Saturday, December 15, 2007
Netanel on The Sixteenth-Century Origins of the Jewish Law of Copyright
Neil W. Netanel, UCLA, has posted a new article, Maharam of Padua v. Giustiniani: The Sixteenth-Century Origins of the Jewish Law of Copyright. It is forthcoming in the Houston Law Review, and in FROM MAIMONIDES TO MICROSOFT: JEWISH COPYRIGHT LAW SINCE THE BIRTH OF PRINT, Neil W. Netanel and David Nimmer (Oxford Univ. Press, 2009). Here's the abstract: Copyright scholars are almost universally unaware of Jewish copyright law, a rich body of copyright doctrine and jurisprudence that developed in parallel with Anglo-American and Continental European copyright laws and printers' privileges. Jewish copyright law traces its origins to a dispute adjudicated some 150 years before modern copyright law is typically said to have emerged with the Statute of Anne of 1709. This Article examines that dispute, the case of Maharam of Padua v. Giustiniani. Remarkably, the ruling in that dispute reaches some of the same fundamental issues that animate copyright jurisprudence today: Is copyright a property right or a limited regulatory prerogative? What is copyright's rationale? What is its scope? Which law should be applied to a copyright dispute in which the litigants reside under different legal regimes? How can copyright be enforced against an infringer who is beyond the applicable legal authority's reach? I begin with the factual and historical background to the dispute. I then analyze the rabbinic judge's reasoning and decision. I close with a brief description of the dispute's tragic postscript.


#### To do:
The pictures must be left out, while the rest of the data is copied exactly.

#### Records:
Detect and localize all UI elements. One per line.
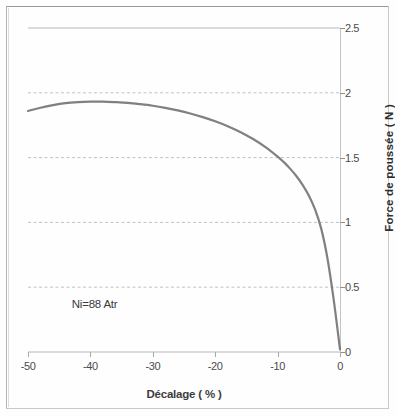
y-tick-label: 2.5 bbox=[345, 23, 359, 34]
x-tick-mark bbox=[278, 352, 279, 357]
x-tick-mark bbox=[340, 352, 341, 357]
x-tick-label: -50 bbox=[21, 360, 36, 372]
x-tick-label: -20 bbox=[208, 360, 223, 372]
x-tick-mark bbox=[90, 352, 91, 357]
y-tick-label: 1 bbox=[345, 217, 351, 228]
x-tick-mark bbox=[28, 352, 29, 357]
x-tick-label: -30 bbox=[145, 360, 160, 372]
y-tick-label: 2 bbox=[345, 87, 351, 98]
x-tick-mark bbox=[153, 352, 154, 357]
x-tick-label: -40 bbox=[83, 360, 98, 372]
y-tick-label: 1.5 bbox=[345, 152, 359, 163]
chart-annotation-ni: Ni=88 Atr bbox=[72, 298, 118, 310]
x-axis-title: Décalage ( % ) bbox=[0, 388, 368, 400]
y-axis-spine bbox=[340, 28, 341, 354]
x-tick-label: -10 bbox=[270, 360, 285, 372]
y-tick-label: 0.5 bbox=[345, 282, 359, 293]
x-tick-mark bbox=[215, 352, 216, 357]
y-tick-label: 0 bbox=[345, 347, 351, 358]
x-tick-label: 0 bbox=[337, 360, 343, 372]
chart-figure: 00.511.522.5 -50-40-30-20-100 Ni=88 Atr … bbox=[0, 0, 397, 417]
y-axis-title: Force de poussée ( N ) bbox=[383, 104, 395, 232]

#### Result of the task:
Detect and localize all UI elements. One per line.
y-tick-label: 2.5 bbox=[345, 23, 359, 34]
x-tick-mark bbox=[278, 352, 279, 357]
x-tick-mark bbox=[340, 352, 341, 357]
x-tick-label: -50 bbox=[21, 360, 36, 372]
x-tick-label: -20 bbox=[208, 360, 223, 372]
x-tick-mark bbox=[90, 352, 91, 357]
y-tick-label: 1 bbox=[345, 217, 351, 228]
x-tick-mark bbox=[28, 352, 29, 357]
x-tick-label: -30 bbox=[145, 360, 160, 372]
y-tick-label: 2 bbox=[345, 87, 351, 98]
x-tick-mark bbox=[153, 352, 154, 357]
x-tick-label: -40 bbox=[83, 360, 98, 372]
y-tick-label: 1.5 bbox=[345, 152, 359, 163]
chart-annotation-ni: Ni=88 Atr bbox=[72, 298, 118, 310]
x-axis-title: Décalage ( % ) bbox=[0, 388, 368, 400]
y-axis-spine bbox=[340, 28, 341, 354]
x-tick-label: -10 bbox=[270, 360, 285, 372]
y-tick-label: 0.5 bbox=[345, 282, 359, 293]
x-tick-mark bbox=[215, 352, 216, 357]
y-tick-label: 0 bbox=[345, 347, 351, 358]
x-tick-label: 0 bbox=[337, 360, 343, 372]
chart-figure: 00.511.522.5 -50-40-30-20-100 Ni=88 Atr … bbox=[0, 0, 397, 417]
y-axis-title: Force de poussée ( N ) bbox=[383, 104, 395, 232]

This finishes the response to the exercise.